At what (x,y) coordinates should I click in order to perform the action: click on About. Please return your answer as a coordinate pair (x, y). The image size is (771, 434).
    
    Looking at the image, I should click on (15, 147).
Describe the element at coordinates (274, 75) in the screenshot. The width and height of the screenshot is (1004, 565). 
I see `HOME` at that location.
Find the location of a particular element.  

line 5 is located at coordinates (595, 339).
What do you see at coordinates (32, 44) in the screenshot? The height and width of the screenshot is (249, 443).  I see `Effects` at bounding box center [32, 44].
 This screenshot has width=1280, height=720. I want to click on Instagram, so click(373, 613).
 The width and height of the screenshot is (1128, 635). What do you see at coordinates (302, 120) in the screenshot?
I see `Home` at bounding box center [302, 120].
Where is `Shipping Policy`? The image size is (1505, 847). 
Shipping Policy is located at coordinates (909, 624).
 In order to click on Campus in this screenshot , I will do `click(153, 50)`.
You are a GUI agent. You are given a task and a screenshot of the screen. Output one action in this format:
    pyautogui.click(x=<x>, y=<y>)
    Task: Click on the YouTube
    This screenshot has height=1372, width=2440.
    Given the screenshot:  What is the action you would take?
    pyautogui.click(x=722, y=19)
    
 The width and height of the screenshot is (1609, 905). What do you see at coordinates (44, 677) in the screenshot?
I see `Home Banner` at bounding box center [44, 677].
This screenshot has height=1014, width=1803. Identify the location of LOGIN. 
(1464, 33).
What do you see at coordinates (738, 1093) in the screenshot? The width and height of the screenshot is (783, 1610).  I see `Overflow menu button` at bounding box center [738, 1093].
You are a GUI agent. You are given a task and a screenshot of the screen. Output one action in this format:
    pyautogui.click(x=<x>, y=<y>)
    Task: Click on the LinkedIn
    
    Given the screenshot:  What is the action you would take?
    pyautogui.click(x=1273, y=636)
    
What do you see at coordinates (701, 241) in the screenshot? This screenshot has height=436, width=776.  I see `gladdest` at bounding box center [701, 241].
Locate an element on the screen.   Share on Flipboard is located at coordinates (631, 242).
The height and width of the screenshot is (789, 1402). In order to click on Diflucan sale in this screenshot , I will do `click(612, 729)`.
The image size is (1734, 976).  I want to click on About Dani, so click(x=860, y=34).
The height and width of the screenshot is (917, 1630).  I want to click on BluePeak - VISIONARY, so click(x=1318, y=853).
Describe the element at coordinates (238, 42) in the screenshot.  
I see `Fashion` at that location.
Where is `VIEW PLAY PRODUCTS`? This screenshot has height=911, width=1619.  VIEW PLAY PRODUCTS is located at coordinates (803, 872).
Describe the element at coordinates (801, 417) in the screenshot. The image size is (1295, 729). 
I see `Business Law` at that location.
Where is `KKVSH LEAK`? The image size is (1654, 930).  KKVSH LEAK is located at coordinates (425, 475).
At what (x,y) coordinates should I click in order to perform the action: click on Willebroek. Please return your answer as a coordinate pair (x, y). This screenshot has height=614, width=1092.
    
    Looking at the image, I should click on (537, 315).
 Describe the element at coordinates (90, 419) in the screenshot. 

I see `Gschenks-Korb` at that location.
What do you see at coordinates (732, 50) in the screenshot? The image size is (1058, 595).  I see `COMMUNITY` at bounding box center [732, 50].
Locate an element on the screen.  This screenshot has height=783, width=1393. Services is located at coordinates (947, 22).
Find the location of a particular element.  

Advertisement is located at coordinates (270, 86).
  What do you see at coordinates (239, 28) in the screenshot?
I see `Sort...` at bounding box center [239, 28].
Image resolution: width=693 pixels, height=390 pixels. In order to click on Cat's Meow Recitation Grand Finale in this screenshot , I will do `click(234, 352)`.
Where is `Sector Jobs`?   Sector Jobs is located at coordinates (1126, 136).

———

> **What you will do**:
What is asked for is an exact copy of the lines above from the one containing "The height and width of the screenshot is (789, 1402)." through the one containing "What do you see at coordinates (732, 50)", and only those.

> **Task answer**:
The height and width of the screenshot is (789, 1402). In order to click on Diflucan sale in this screenshot , I will do `click(612, 729)`.
The image size is (1734, 976).  I want to click on About Dani, so click(x=860, y=34).
The height and width of the screenshot is (917, 1630).  I want to click on BluePeak - VISIONARY, so click(x=1318, y=853).
Describe the element at coordinates (238, 42) in the screenshot.  
I see `Fashion` at that location.
Where is `VIEW PLAY PRODUCTS`? This screenshot has height=911, width=1619.  VIEW PLAY PRODUCTS is located at coordinates (803, 872).
Describe the element at coordinates (801, 417) in the screenshot. The image size is (1295, 729). 
I see `Business Law` at that location.
Where is `KKVSH LEAK`? The image size is (1654, 930).  KKVSH LEAK is located at coordinates (425, 475).
At what (x,y) coordinates should I click in order to perform the action: click on Willebroek. Please return your answer as a coordinate pair (x, y). This screenshot has height=614, width=1092.
    
    Looking at the image, I should click on (537, 315).
 Describe the element at coordinates (90, 419) in the screenshot. 

I see `Gschenks-Korb` at that location.
What do you see at coordinates (732, 50) in the screenshot? The image size is (1058, 595).  I see `COMMUNITY` at bounding box center [732, 50].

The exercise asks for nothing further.